Moderna to ask US regulators to approve COVID-19 vaccine for children under 6

WASHINGTON (AP) – On Thursday, Moderna asked U.S. regulators to allow low doses of its COVID-19 vaccine for children under 6, a long-awaited step toward potentially opening vaccinations for millions of toddlers by summer.
Frustrated families are looking forward to protecting the country’s youngest children as people around them drop masks and other health precautions – even though highly contagious coronavirus mutants continue to spread.
Moderna has provided the Food and Drug Administration with data that hopes to prove that two low-dose injections can protect infants, toddlers and preschoolers – though not as effectively during the omicron outbreak as before during the pandemic.
“With these youngest children, there is an important unmet medical need,” said Dr. Paul Burton, Moderna’s chief physician, to the Associated Press. The two children’s shots “will protect them. I think they’ll probably need extra doses over time. But we’re working on it.”
Now only children ages 5 and older can be vaccinated in the U.S. using Pfizer’s rival vaccine, leaving 18 million young children unprotected.
The Moderna vaccine is not the only one in the race. Pfizer is expected to announce soon if three of its even smaller doses of the drug will work for the youngest children, months after a disappointing finding that the two doses were not strong enough.
Whether it’s injections from one company or both, FDA vaccine chief Dr. Peter Marx said the agency would “move fast without sacrificing our standards” to decide whether doses are safe and effective for toddlers.
While questions about what takes so long, Marx clearly told lawmakers this week that the FDA cannot evaluate the product until the manufacturer completes its application. The FDA will publicly discuss the evidence with its scientific advisers before making a decision, and Marx said several meetings will be scheduled to cover several expected applications.

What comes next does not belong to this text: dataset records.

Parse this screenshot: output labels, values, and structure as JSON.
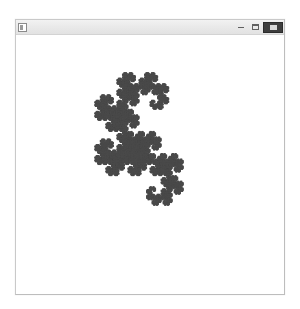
{
  "window": {
    "title": "",
    "icon": "application-icon",
    "controls": {
      "minimize_label": "",
      "maximize_label": "",
      "close_label": ""
    }
  },
  "canvas": {
    "background_color": "#ffffff",
    "dot_color": "#4a4a4a"
  },
  "chart_data": {
    "type": "scatter",
    "title": "",
    "subtitle": "",
    "xlabel": "",
    "ylabel": "",
    "fractal": "heighway-dragon-curve",
    "iterations": 14,
    "point_count": 16384,
    "dot_size_px": 1.6,
    "dot_color": "#4a4a4a",
    "background": "#ffffff",
    "grid": false,
    "legend": null,
    "axes_visible": false,
    "bounding_box_px": {
      "x": 38,
      "y": 73,
      "width": 202,
      "height": 132
    },
    "turn_rule": "L-system: X -> X+YF+, Y -> -FX-Y, axiom FX, angle 90",
    "start_point": [
      0,
      0
    ],
    "start_heading_deg": 0,
    "xlim": [
      -0.35,
      1.05
    ],
    "ylim": [
      -0.55,
      0.45
    ]
  }
}
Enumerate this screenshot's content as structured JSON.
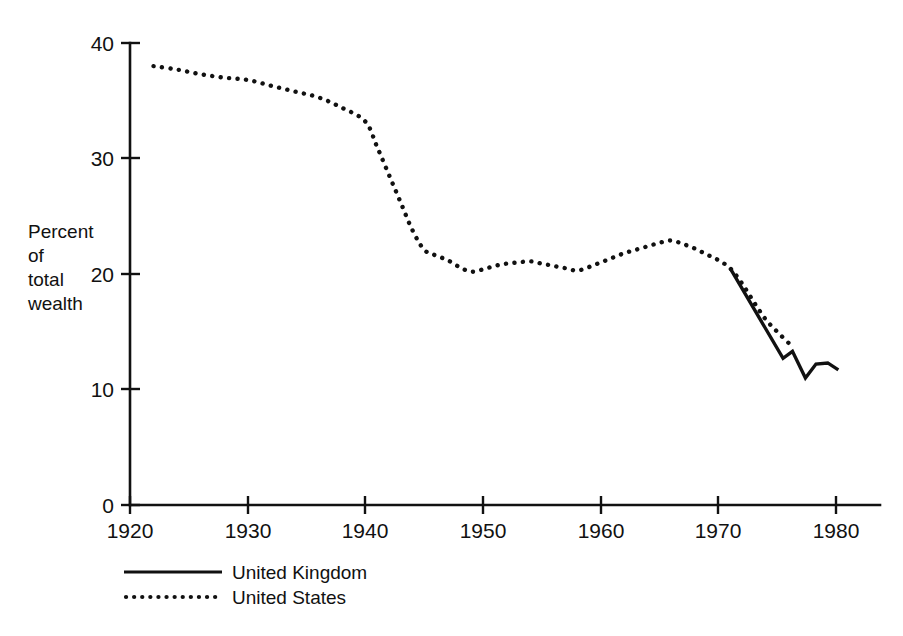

“It is critical that we have a proper assessment so that parents can trust any vaccine we allow,” Marx said in a Senate committee.
If the FDA cancels vaccinations for the youngest, then the Centers for Disease Control and Prevention will have to recommend who needs them – all toddlers or just those who are at higher risk of contracting COVID-19.
Many parents are desperately looking for which vaccine will reach the scientific finish line first.
“We were kind of abandoned because everyone else was moving on,” said Megan Dunphy-Daly, a marine biologist at Duke University whose 6-year-old daughter has been vaccinated but whose 3-year-old and 18-month-old sons are part of the trial. over Pfizer.
The family continues to hide in masks and take other precautions until it becomes clear whether the boys made a real vaccine or fictitious vaccinations. If it turns out they weren’t protected in the Pfizer study, and the pictures of Modern will be cleared first, Dunphy-Daly said she would look for them for her sons.
“I will be so relieved to know that my boys have been vaccinated and that the risk of getting a serious infection is so low,” she said.
Some parents have even called on the government to allow families to choose pictures before all the evidence is presented.
“This strain of COVID is almost impossible to avoid,” Dana Walker, the mother of an 8-month-old baby, said at a CDC meeting last week. “Reduce red tape and allow parents to protect their children.”
The FDA will face some difficult issues.
In a study of children aged 6 months to 5 years, two injections of Moderna – each at a quarter of the usual dose – caused high levels of anti-virus antibodies, the same amount of which has been shown to protect young adults, Burton said. There were no serious side effects, and the injections caused less fever than other conventional vaccinations.
But during trials the vaccine proved effective in preventing symptomatic COVID-19 by about 40-50%. Burton blamed the ability of the omicron variant to partially evade immunity against the vaccine, noting that adults without stimulation showed equally less effectiveness against milder omicron infections. Although no children became seriously ill during the study, he said high antibody levels are a proxy to protect against more serious diseases – and the company will test a regulatory dose for children.
Another question: so far in the US, the Moderna vaccine is only available to adults. Other countries have expanded the diagnosis to children as young as 6 years old. But a few months ago, the FDA cited concerns about rare side effects, heart inflammation, in teenage boys, and has not ruled on Moderna’s early pediatric applications.
Burton said the FDA could consider its vaccine for children of all ages, but could also open it first for the youngest children, who have no other option. He said safety data obtained by millions of older children who have received Moderna vaccinations abroad should reassure parents.
Although COVID-19 is not usually as dangerous to young people as it is to adults, some are severely ill or even die. According to the CDC, about 475 children under the age of 5 have died from COVID-19 since the pandemic began, and the number of hospitalizations has increased at the peak of omicron.
It is unclear how many parents intend to vaccinate the youngest children. Less than a third of children aged 5 to 11 received two vaccinations, and 58% of children aged 12 to 17.